■ **Activity**
Once the line containing "Describe the element at coordinates (620, 16)" is found in the data below, repeat it and every later line exactly, leaving the pictures out.
=== Section Start ===
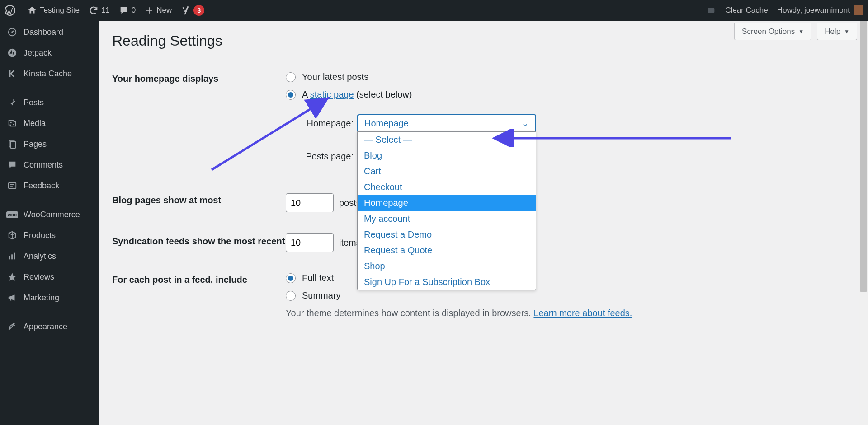 The height and width of the screenshot is (425, 868). I want to click on help-tab: Help▼, so click(837, 32).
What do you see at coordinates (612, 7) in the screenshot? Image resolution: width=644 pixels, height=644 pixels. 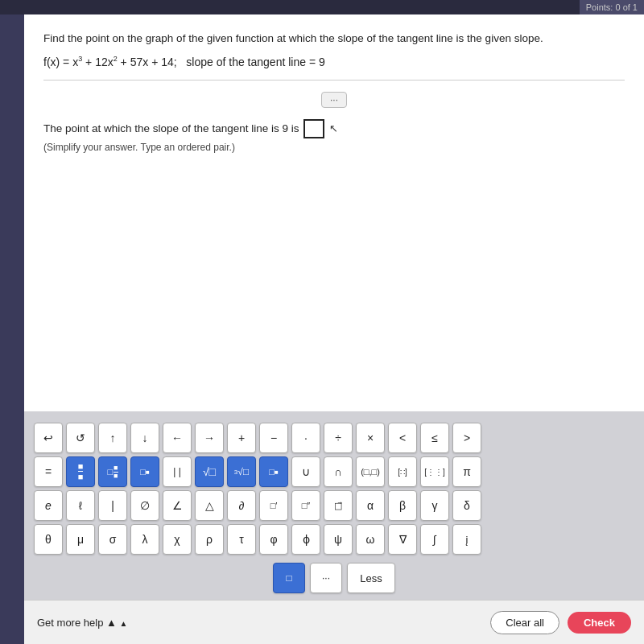 I see `points-label: Points: 0 of 1` at bounding box center [612, 7].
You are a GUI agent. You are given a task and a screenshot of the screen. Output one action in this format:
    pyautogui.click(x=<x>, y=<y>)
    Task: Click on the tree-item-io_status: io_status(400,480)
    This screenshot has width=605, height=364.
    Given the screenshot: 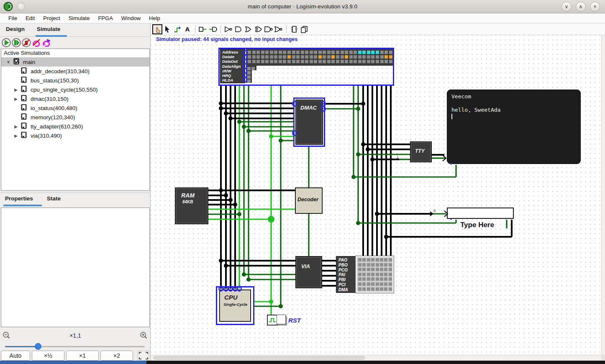 What is the action you would take?
    pyautogui.click(x=75, y=108)
    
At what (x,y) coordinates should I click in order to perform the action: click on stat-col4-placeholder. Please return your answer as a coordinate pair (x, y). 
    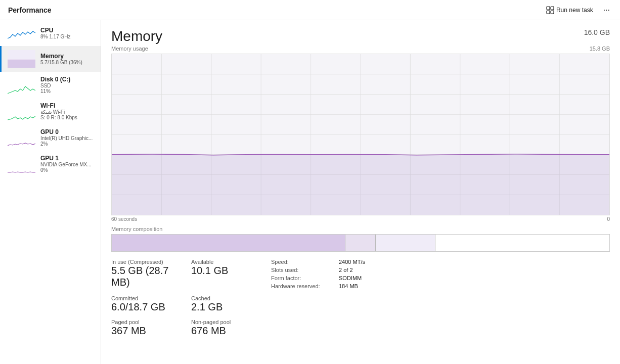
    Looking at the image, I should click on (526, 274).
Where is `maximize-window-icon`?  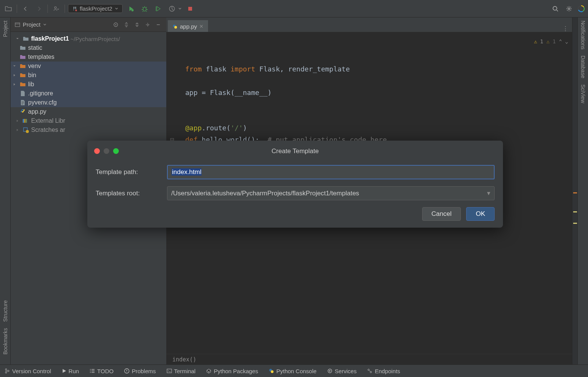 maximize-window-icon is located at coordinates (116, 151).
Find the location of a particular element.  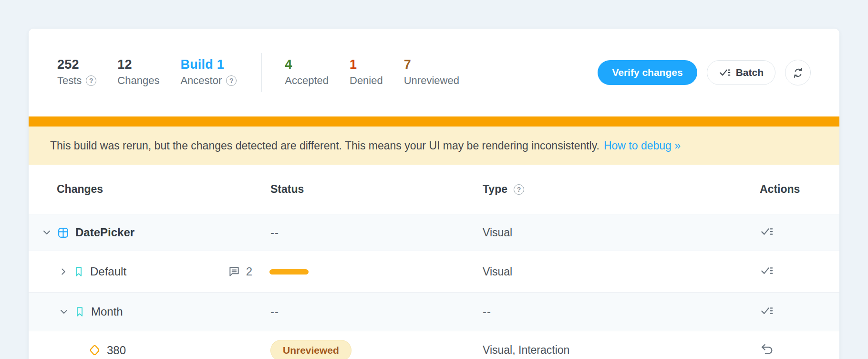

chevron-right-icon is located at coordinates (63, 272).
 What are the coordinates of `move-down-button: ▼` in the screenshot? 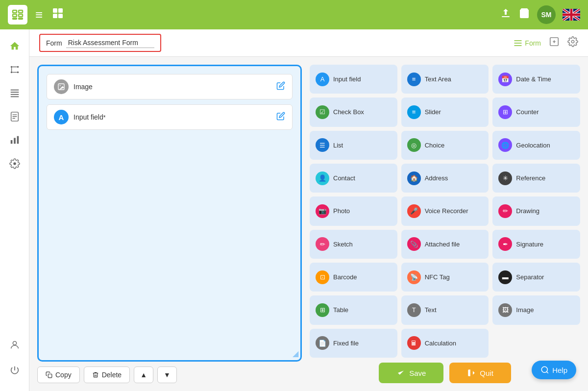 It's located at (167, 375).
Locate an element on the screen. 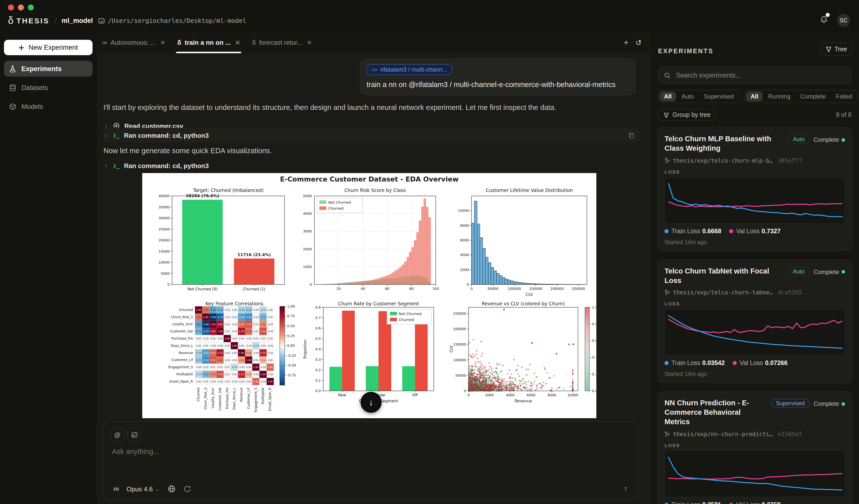  experiment-repo: thesis/exp/nn-churn-predicti…e23d5af is located at coordinates (755, 434).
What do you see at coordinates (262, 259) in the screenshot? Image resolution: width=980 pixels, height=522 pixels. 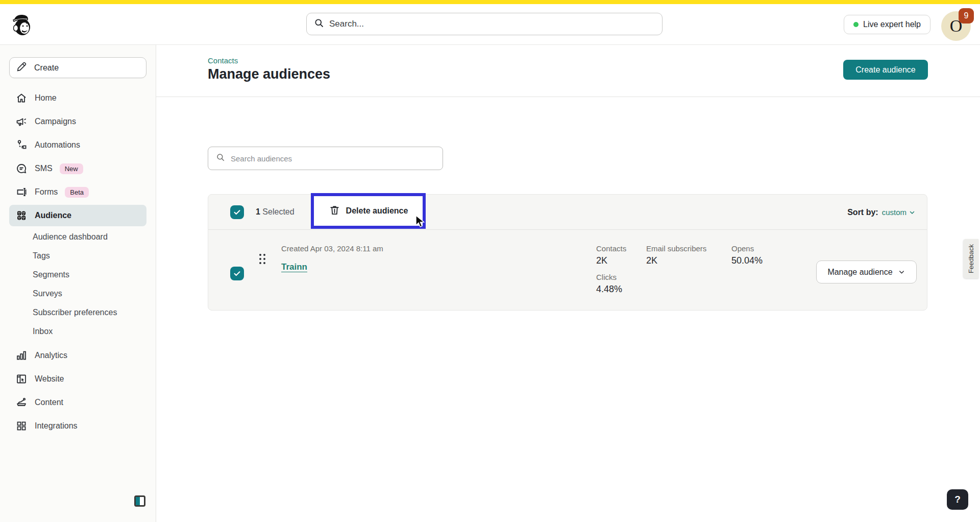 I see `drag-handle` at bounding box center [262, 259].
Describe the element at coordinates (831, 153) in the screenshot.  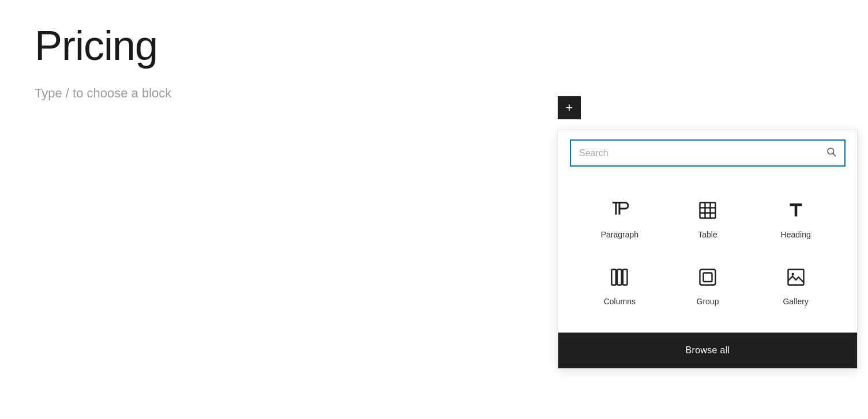
I see `search-icon` at that location.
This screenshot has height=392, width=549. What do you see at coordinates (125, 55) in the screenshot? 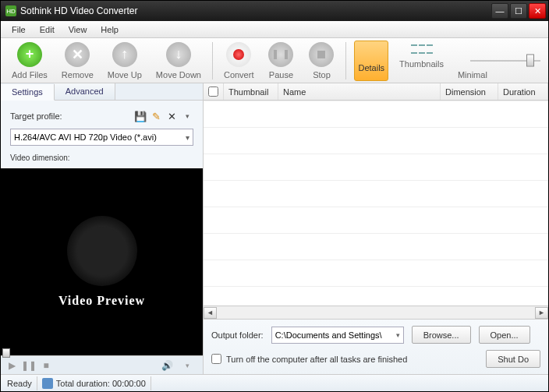
I see `arrow-up-icon: ↑` at bounding box center [125, 55].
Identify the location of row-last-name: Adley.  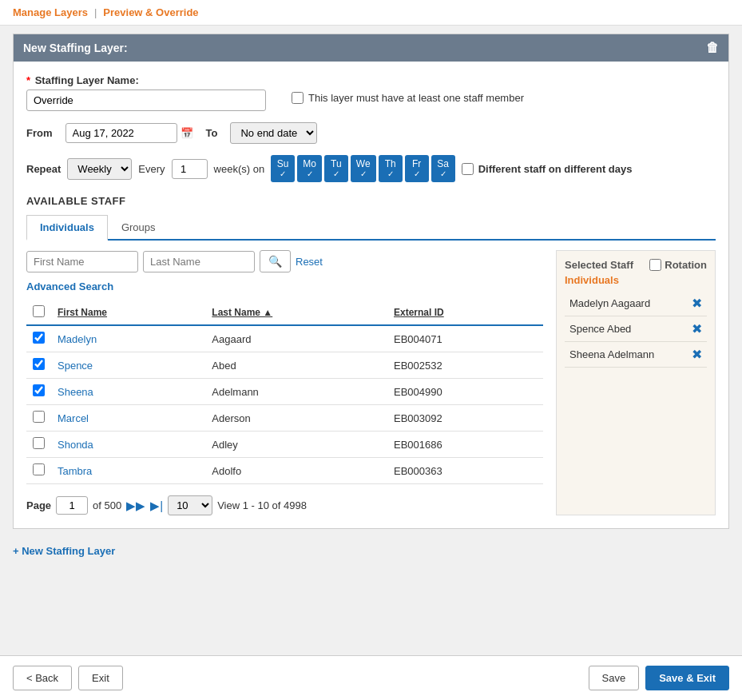
(296, 444).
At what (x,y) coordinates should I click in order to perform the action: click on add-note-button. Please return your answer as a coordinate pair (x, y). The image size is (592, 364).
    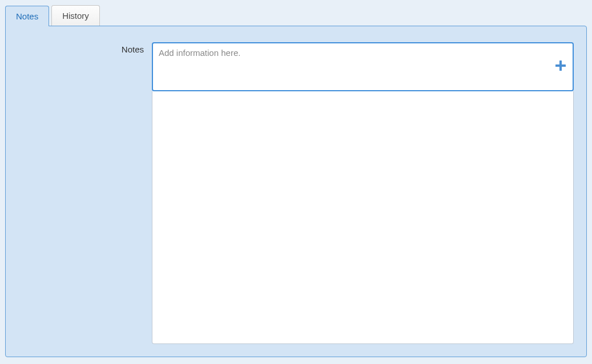
    Looking at the image, I should click on (561, 67).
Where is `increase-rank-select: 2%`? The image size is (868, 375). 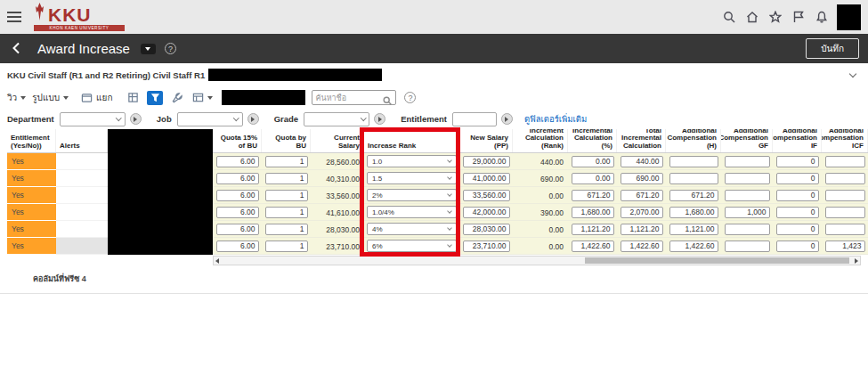 increase-rank-select: 2% is located at coordinates (411, 195).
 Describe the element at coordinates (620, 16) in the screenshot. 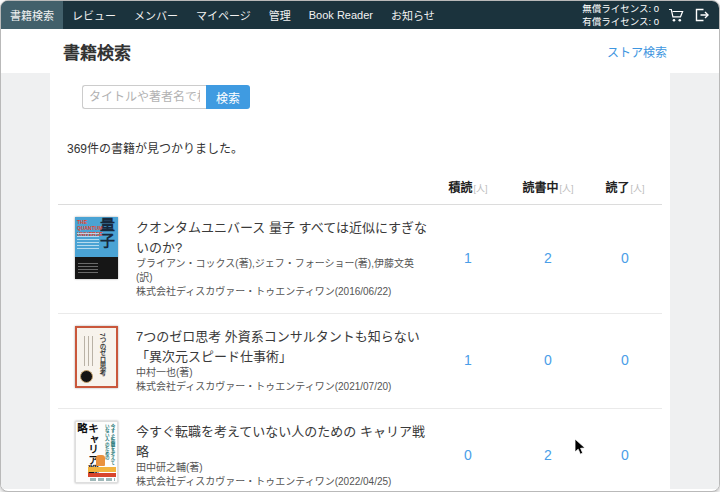

I see `license-status: 無償ライセンス: 0 有償ライセンス: 0` at that location.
=== Section End ===
■ **Exercise result**
 Describe the element at coordinates (620, 16) in the screenshot. 

I see `license-status: 無償ライセンス: 0 有償ライセンス: 0` at that location.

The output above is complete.